Re: "pfctl: Cannot allocate memory" issue with a large table

From: Kajetan Staszkiewicz <vegeta_at_tuxpowered.net>
Date: Thu, 04 Nov 2021 13:00:17 UTC
On 23.10.21 20:42, Marcel Bischoff wrote:

> I often run into the "pfctl: Cannot allocate memory" error upon
> replacing the table contents.
Hi,

I've encountered a similar issue after upgrading to FreeBSD 13.0. I have
even cherry-picked
https://github.com/freebsd/freebsd-src/commit/ea21980a3facfed4c2c6fd10d0f16276564fb540
which has not helped. I have a theory what is the problem here, but I
lack detailed knowledge to confirm it.

I have multiple Load Balancers running FreeBSD 11 or 13 and some of them
run with with only 6 or 8GiB of memory installed. Each one shows 1-3GiB
"wired" memory, <200MiB "active" memory and "inactive" slowly occupying
all available memory within weeks after boot.

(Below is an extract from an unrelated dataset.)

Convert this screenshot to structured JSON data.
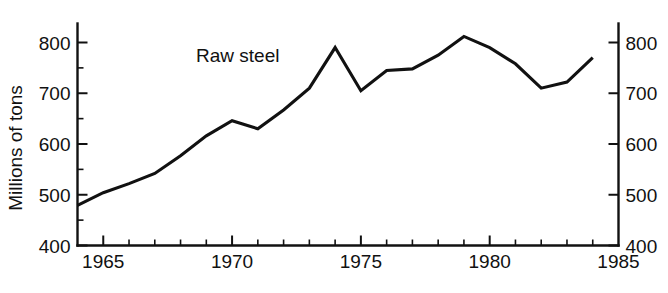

Once there is only a few hundred MiB free memory, I can't reload the pf
ruleset anymore on FreeBSD 13. Most of memory allocations in pf happens
with M_NOWAIT flag. The aforementioned patch changes IOCTLs to request
memory with M_WAITOK, but this does not change memory allocated for
tables themselves.

My guess is that when memory is full of inactive pages, it becomes
impossible to allocate more UMA objects with M_NOWAIT, as it would
require first getting rid of those pages (swapping them out? freeing
them?). I'm unsure if this is due to changes in pf between 11 and 13, or
rather increased memory pressure from other parts of system. I've always
thought that it is beneficial to keep as much buffers / caches /
inactive stuff in memory for better performance, but apparently it makes
allocations which can't wait fail. Or at least that's my best guess,
which somebody more experienced in in-kernel memory management (as I
understand this would never be an issue in userspace!) should verify.